Updated: 03 July 2023
Search for the whole word 96730
grep "\<96730\>" app.log
Jersey & Guernsey, United Kingdom
Updated: 03 July 2023
Search for the whole word 96730
grep "\<96730\>" app.log
Updated: 18 May 2023
Search for several patterns at once
grep 'pattern1\|pattern2\|pattern3' log.txt
Updated: 16 July 2023
Find tell
in trans.sql and show 3 lines of context surrounding the result
grep -C 3 tell trans.sql
Show 3 context lines before and 2 lines after matches
grep -B 3 -A 2 bar index.php
Show --only-matching
parts of the matching line
grep -o foo index.php
Updated: 13 January 2023
Find all occurrences of foo in directories and files recursively, from the current directory
grep -irn --exclude-dir=dir --text foo * -i: case insensitive -r: recursive but don't follow symlinks -n: show line number --text: treat binary files as text
Interpret PATTERNS as --fixed-strings
, not regular expressions
grep -F './dir/dir2' file.txt
Updated: 20 November 2023
Find directories with either foo or bar in their name
find . -type d \( -iname '*foo*' -or -iname '*bar*' \) | sort
Find files modified within the last 6hrs i.e. 0.25 of 1 day
find /home/chris -type f -mtime -0.25
Find files where name (case insensitive) matches ‘*.exe’
find ~/.nuget/packages -iname "*.exe"
Find directories where name starts with ‘site’
find . -type d -name 'site*'
Find any of the named files (risky, test first)

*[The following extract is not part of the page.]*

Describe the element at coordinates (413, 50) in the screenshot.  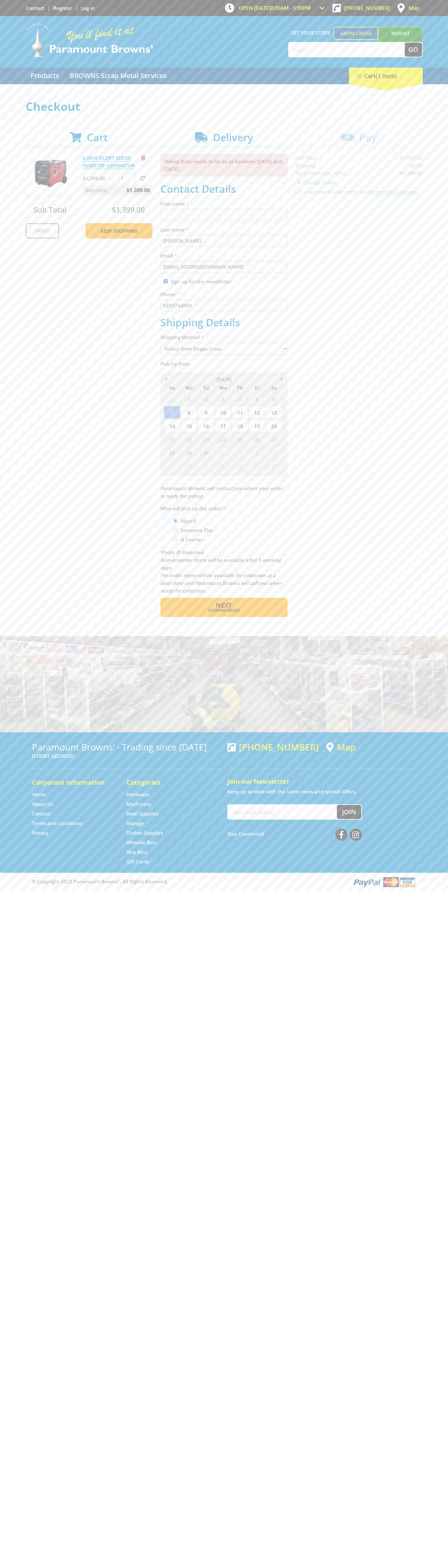
I see `button: Go` at that location.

find this-dir -type f \( -name "foo" -o -name "bar" -o -name "log" \)
Find uses ;
(or +
) to terminate the -exec
command. Therefore \;
must be used because ;
is one of the operators (also &&
or ||
) which separates shell commands.
Find files by text in the file.
find . -type f -name "*.java" -exec grep -il string {} \;
-i
: ignore case
-l
: show filenames, not the match.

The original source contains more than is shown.